Last Friday, with more than a month remaining in the regular season, the Baltimore Orioles were eliminated from playoff contention. Coming into play on Tuesday, the Orioles were on pace for 109 losses and a minus-300 run differential. (The 2003 Detroit Tigers -- a historically awful bunch -- are currently the only team to top minus-300 in a season since the last wave of expansion.) The Orioles have earned those marks the hard way, by allowing the most home runs in major-league history, and generally checking all the boxes for futility

This year hasn't been kind to Baltimore. Last year wasn't either, and next year isn't likely to be much better. The Orioles remain in the early stages of a rebuild, one that extends into the front office and one that is likely to require another few seasons before yielding wins and losses at the major-league level. Yet Orioles fans have reason for renewed hope -- at least to some extent -- because this season did bring them Adley Rutschman, the No. 1 pick in June's draft.

Rutschman, for the unaware, is a switch-hitting catcher who is the best prospect in the Orioles system. He was a standout at Oregon State University, where he hit .411/.575/.751 this season with 17 home runs and twice as many walks (76) as strikeouts (38). He's already reached A-ball and it doesn't seem too out of line to think he'll be in Double- or Triple-A by this time next year, making a big-league arrival by summer 2021 realistic, if not outright probable.

From a scouting perspective, Rutschman projects to have four well-above-average tools, with his speed being the only one he lacks. At full maturation, Rutschman could hit for average and power while being an asset behind the plate with a good arm. Add in his other skills -- he grades as a plus framer, per scouts and other teams' internal metrics, and he has a mature approach at the dish -- and there's All-Star potential here; there's face-of-the-franchise potential, too.

Of course, Rutschman isn't the only prospect of note in Baltimore's system. Right-hander Grayson Rodriguez has flourished this year after being the team's top pick in the 2018 draft, and lefty DL Hall is intriguing. Professional hitter Ryan Mountcastle deserves a trial run in September, and it shouldn't surprise anyone if someone like Adam Hall exceeds expectations. 

Of them all, Rutschman feels like surest bet -- and is perhaps the only player in the organization who seems likely to be on the next competitive O's roster. Is that an overzealous proclamation for a player with just over 100 professional at-bats? Perhaps. But Rutschman is already one of the better position prospects in baseball, with both an enviable ceiling and floor. 

The times aren't great at Camden Yards, where the scores are often lopsided in favor of the opposition and the hometown team's roster is stocked with forgettable transients. Mike Elias and his team of quants have a lot of work ahead of them before the Orioles play baseball in the cool October air again. Rutschman, however, is the prism through which Baltimore can envision a better tomorrow.

Whether it comes to pass is to be seen. But the old parlance is that you're either selling wins or you're selling hope. Rutschman, for now anyway, is Baltimore's great hope.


REQUIREMENT:
Every line with the word "left" in it should be extracted from the data that follows.

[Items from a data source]
++++++++++

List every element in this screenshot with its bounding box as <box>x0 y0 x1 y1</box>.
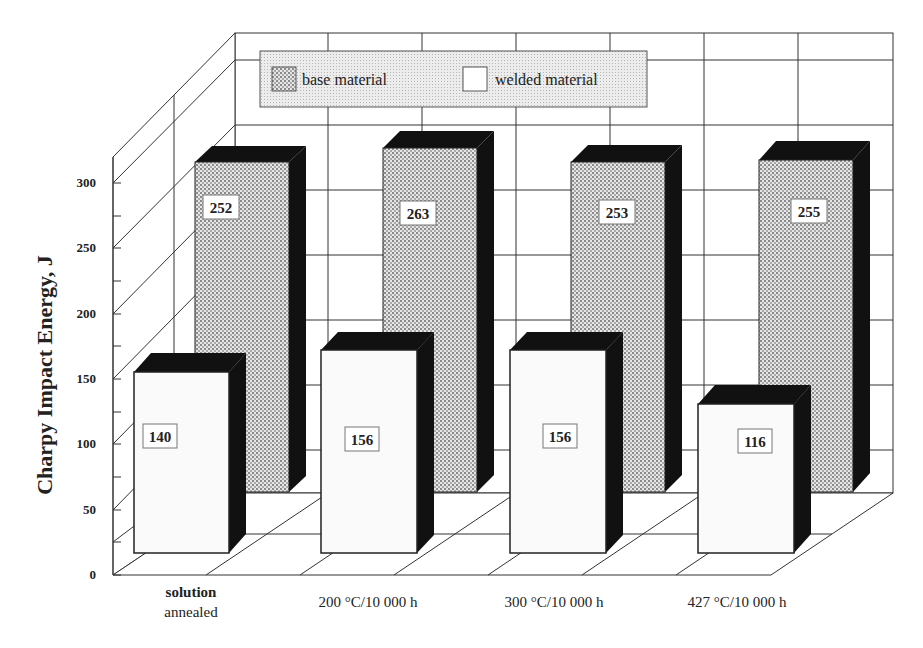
legend-label-welded: welded material <box>495 71 598 88</box>
x-axis-categories: solution annealed 200 °C/10 000 h 300 °C… <box>164 584 787 620</box>
category-427c: 427 °C/10 000 h <box>688 594 787 610</box>
legend-swatch-welded <box>463 67 487 91</box>
value-label: 263 <box>407 206 430 222</box>
value-label: 255 <box>798 204 821 220</box>
value-label: 253 <box>606 205 629 221</box>
y-tick-250: 250 <box>77 240 97 255</box>
y-axis-label: Charpy Impact Energy, J <box>32 255 57 495</box>
bar-welded-200c: 156 <box>321 332 434 553</box>
y-tick-100: 100 <box>77 436 97 451</box>
value-label: 252 <box>210 200 233 216</box>
value-label: 116 <box>744 434 766 450</box>
bar-chart-3d: 0 50 100 150 200 250 300 Charpy Impact E… <box>0 0 923 648</box>
y-tick-300: 300 <box>77 175 97 190</box>
bar-welded-300c: 156 <box>510 332 623 553</box>
value-label: 156 <box>351 432 374 448</box>
legend-swatch-base <box>272 67 296 91</box>
category-200c: 200 °C/10 000 h <box>319 594 418 610</box>
y-tick-150: 150 <box>77 371 97 386</box>
category-300c: 300 °C/10 000 h <box>505 594 604 610</box>
category-solution-annealed-line1: solution <box>166 584 218 600</box>
y-tick-50: 50 <box>83 502 96 517</box>
bar-welded-427c: 116 <box>698 385 811 553</box>
bar-welded-solution-annealed: 140 <box>134 353 246 553</box>
y-tick-200: 200 <box>77 306 97 321</box>
y-axis: 0 50 100 150 200 250 300 Charpy Impact E… <box>32 157 121 582</box>
category-solution-annealed-line2: annealed <box>164 604 218 620</box>
value-label: 156 <box>549 429 572 445</box>
value-label: 140 <box>149 429 172 445</box>
legend: base material welded material <box>260 51 647 107</box>
y-tick-0: 0 <box>90 567 97 582</box>
legend-label-base: base material <box>302 71 387 88</box>
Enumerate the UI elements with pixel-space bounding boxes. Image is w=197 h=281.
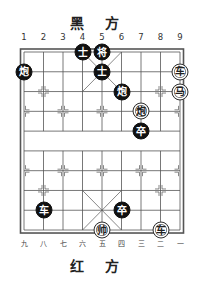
black-piece-卒[interactable]: 卒 <box>133 123 150 140</box>
black-piece-卒[interactable]: 卒 <box>113 202 130 219</box>
red-piece-车[interactable]: 车 <box>152 222 169 239</box>
file-numeral-1: 九 <box>21 238 28 248</box>
black-piece-炮[interactable]: 炮 <box>113 83 130 100</box>
red-piece-帅[interactable]: 帅 <box>94 222 111 239</box>
file-numeral-6: 四 <box>118 238 125 248</box>
file-numeral-3: 七 <box>60 238 67 248</box>
file-numeral-5: 五 <box>99 238 106 248</box>
black-piece-士[interactable]: 士 <box>74 44 91 61</box>
file-numeral-2: 八 <box>40 238 47 248</box>
file-numeral-8: 二 <box>157 238 164 248</box>
black-piece-炮[interactable]: 炮 <box>16 63 33 80</box>
file-numeral-9: 一 <box>177 238 184 248</box>
file-numeral-7: 三 <box>138 238 145 248</box>
black-piece-将[interactable]: 将 <box>94 44 111 61</box>
file-numeral-4: 六 <box>79 238 86 248</box>
red-piece-车[interactable]: 车 <box>172 63 189 80</box>
black-piece-士[interactable]: 士 <box>94 63 111 80</box>
red-side-label: 红 方 <box>0 255 197 275</box>
black-piece-车[interactable]: 车 <box>35 202 52 219</box>
red-piece-炮[interactable]: 炮 <box>133 103 150 120</box>
red-piece-马[interactable]: 马 <box>172 83 189 100</box>
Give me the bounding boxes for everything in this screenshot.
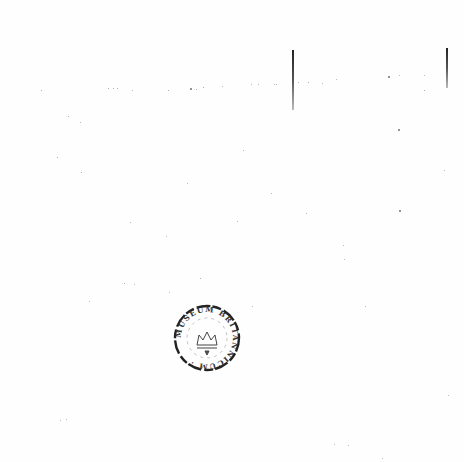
speck <box>81 172 82 173</box>
speck <box>243 150 244 151</box>
speck <box>274 84 275 85</box>
speck <box>424 90 425 91</box>
speck <box>237 221 238 222</box>
speck <box>60 420 61 421</box>
speck <box>258 84 259 85</box>
speck <box>169 292 170 293</box>
speck <box>276 84 277 85</box>
speck <box>108 88 109 89</box>
speck <box>306 213 307 214</box>
speck <box>132 90 133 91</box>
speck <box>365 306 366 307</box>
speck <box>336 79 337 80</box>
speck <box>444 170 445 171</box>
speck <box>399 210 401 212</box>
speck <box>322 83 323 84</box>
speck <box>398 129 400 131</box>
speck <box>203 87 204 88</box>
speck <box>344 259 345 260</box>
speck <box>343 245 344 246</box>
speck <box>57 157 58 158</box>
speck <box>196 89 197 90</box>
speck <box>251 84 252 85</box>
speck <box>252 306 253 307</box>
vertical-rule-line <box>292 50 294 110</box>
speck <box>298 82 299 83</box>
speck <box>113 88 114 89</box>
speck <box>168 90 169 91</box>
speck <box>117 88 118 89</box>
speck <box>424 75 425 76</box>
speck <box>200 278 201 279</box>
speck <box>388 76 390 78</box>
speck <box>134 284 135 285</box>
speck <box>66 419 67 420</box>
speck <box>399 75 400 76</box>
speck <box>80 122 81 123</box>
speck <box>382 458 383 459</box>
speck <box>334 444 335 445</box>
vertical-rule-line <box>446 48 448 88</box>
speck <box>68 116 69 117</box>
scanned-page: MUSEUM BRITANNICUM · MUSEUM BRITANNICUM <box>0 0 464 462</box>
speck <box>448 395 449 396</box>
stamp-seal-icon: MUSEUM BRITANNICUM · <box>172 303 242 373</box>
speck <box>166 236 167 237</box>
speck <box>222 86 223 87</box>
speck <box>308 82 309 83</box>
speck <box>271 193 272 194</box>
crown-icon <box>197 332 217 355</box>
speck <box>130 222 131 223</box>
speck <box>41 90 42 91</box>
speck <box>187 183 188 184</box>
library-stamp: MUSEUM BRITANNICUM · <box>172 303 242 373</box>
speck <box>124 283 125 284</box>
speck <box>89 301 90 302</box>
speck <box>348 445 349 446</box>
speck <box>190 88 192 90</box>
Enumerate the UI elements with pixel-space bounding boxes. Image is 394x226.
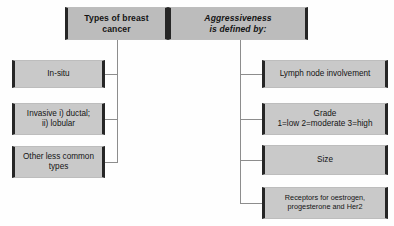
connector-right-branch-4	[240, 203, 263, 204]
node-invasive-label: Invasive i) ductal; ii) lobular	[23, 109, 94, 128]
node-size-label: Size	[313, 155, 337, 165]
connector-left-trunk	[117, 40, 118, 162]
node-lymph-node-involvement[interactable]: Lymph node involvement	[262, 60, 388, 88]
connector-right-branch-2	[240, 119, 263, 120]
connector-right-trunk	[240, 40, 241, 203]
node-invasive[interactable]: Invasive i) ductal; ii) lobular	[12, 103, 105, 135]
node-other-less-common-types[interactable]: Other less common types	[12, 146, 105, 178]
header-types-of-breast-cancer-label: Types of breast cancer	[80, 13, 152, 33]
header-types-of-breast-cancer[interactable]: Types of breast cancer	[65, 7, 168, 40]
header-aggressiveness[interactable]: Aggressiveness is defined by:	[168, 7, 308, 40]
node-grade-label: Grade 1=low 2=moderate 3=high	[274, 109, 377, 128]
node-in-situ[interactable]: In-situ	[12, 60, 105, 88]
connector-right-branch-3	[240, 160, 263, 161]
node-in-situ-label: In-situ	[43, 69, 73, 79]
node-lymph-node-involvement-label: Lymph node involvement	[276, 69, 375, 79]
node-receptors-label: Receptors for oestrogen, progesterone an…	[281, 194, 369, 211]
connector-right-branch-1	[240, 74, 263, 75]
node-size[interactable]: Size	[262, 145, 388, 175]
node-grade[interactable]: Grade 1=low 2=moderate 3=high	[262, 103, 388, 135]
header-aggressiveness-label: Aggressiveness is defined by:	[200, 13, 275, 33]
node-other-less-common-types-label: Other less common types	[19, 152, 98, 171]
connector-left-branch-2	[105, 119, 118, 120]
node-receptors[interactable]: Receptors for oestrogen, progesterone an…	[262, 187, 388, 219]
connector-left-branch-3	[105, 162, 118, 163]
diagram-canvas: Types of breast cancer Aggressiveness is…	[0, 0, 394, 226]
connector-left-branch-1	[105, 74, 118, 75]
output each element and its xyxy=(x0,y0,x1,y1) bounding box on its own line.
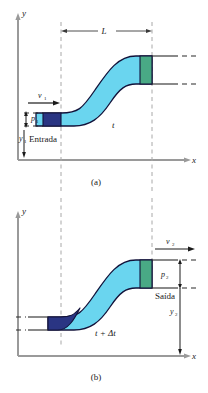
panel-a-inlet-velocity-arrow: v 1 xyxy=(28,91,60,106)
panel-b-y-axis-arrowhead xyxy=(15,211,20,218)
panel-a-inlet-height-dimension xyxy=(22,130,26,158)
panel-b-outlet-velocity-arrow: v 2 xyxy=(155,237,195,252)
panel-b-outlet-slug xyxy=(140,260,152,288)
panel-a-inlet-pressure-label: p xyxy=(30,114,35,123)
panel-b-x-axis-label: x xyxy=(191,351,196,361)
panel-b-outlet-height-dimension xyxy=(178,288,182,355)
panel-a-time-label: t xyxy=(112,120,115,130)
panel-a-y-axis-label: y xyxy=(21,8,26,18)
panel-b-time-label: t + Δt xyxy=(95,328,116,338)
panel-a-inlet-height-label: y xyxy=(18,134,23,143)
panel-b-outlet-height-label: y xyxy=(169,307,174,316)
flow-tube-figure: y x L v 1 xyxy=(0,0,208,393)
figure-root: y x L v 1 xyxy=(0,0,208,393)
panel-b-outlet-velocity-subscript: 2 xyxy=(172,242,175,247)
panel-b-outlet-pressure-marker xyxy=(178,259,182,289)
panel-a-length-dimension: L xyxy=(61,24,152,37)
panel-b: y x v 2 p xyxy=(15,198,196,382)
panel-a-inlet-velocity-subscript: 1 xyxy=(44,96,47,101)
panel-b-outlet-height-subscript: 2 xyxy=(175,312,178,317)
panel-a: y x L v 1 xyxy=(15,8,196,192)
panel-a-y-axis-arrowhead xyxy=(15,13,20,20)
panel-a-x-axis-label: x xyxy=(191,155,196,165)
panel-a-inlet-velocity-label: v xyxy=(38,91,42,100)
panel-b-x-axis-arrowhead xyxy=(184,353,191,358)
panel-b-y-axis-label: y xyxy=(21,206,26,216)
panel-a-inlet-height-subscript: 1 xyxy=(24,139,27,144)
panel-b-outlet-pressure-subscript: 2 xyxy=(166,275,169,280)
panel-b-outlet-pressure-label: p xyxy=(160,270,165,279)
panel-a-inlet-name-label: Entrada xyxy=(29,134,57,144)
panel-b-caption: (b) xyxy=(91,372,102,382)
panel-a-length-label: L xyxy=(100,26,106,36)
panel-b-outlet-name-label: Saída xyxy=(155,291,175,301)
panel-a-inlet-slug xyxy=(43,113,61,126)
panel-a-caption: (a) xyxy=(91,177,101,187)
panel-a-outlet-slug xyxy=(140,56,152,84)
panel-b-outlet-velocity-label: v xyxy=(166,237,170,246)
panel-a-x-axis-arrowhead xyxy=(184,157,191,162)
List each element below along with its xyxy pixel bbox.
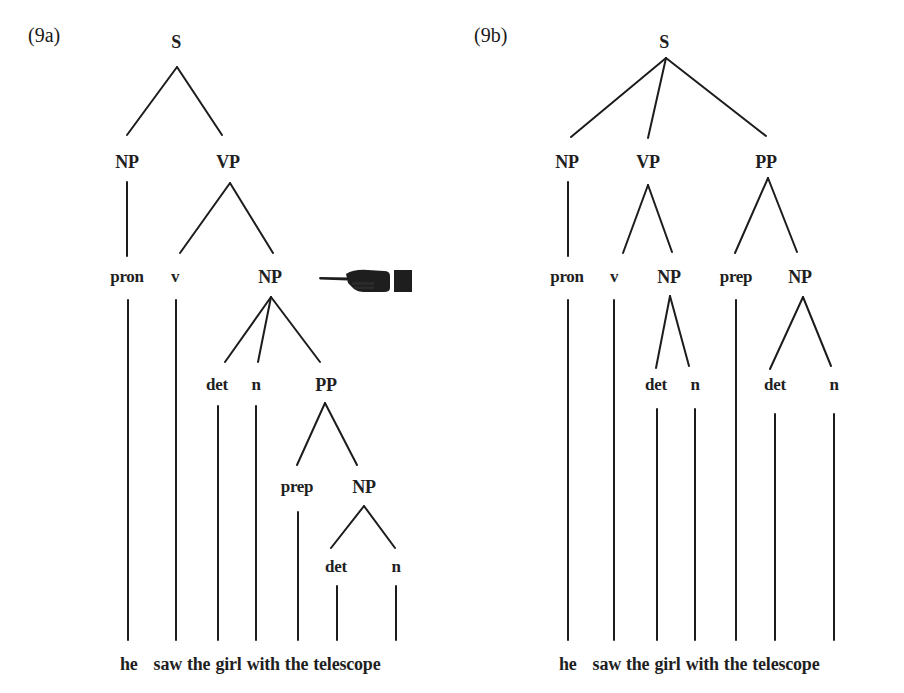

++++++++++

ANSWER TO THIS TASK:
connector-left-trunk	[117, 40, 118, 162]
connector-left-branch-2	[105, 119, 118, 120]
connector-left-branch-3	[105, 162, 118, 163]
connector-left-branch-1	[105, 74, 118, 75]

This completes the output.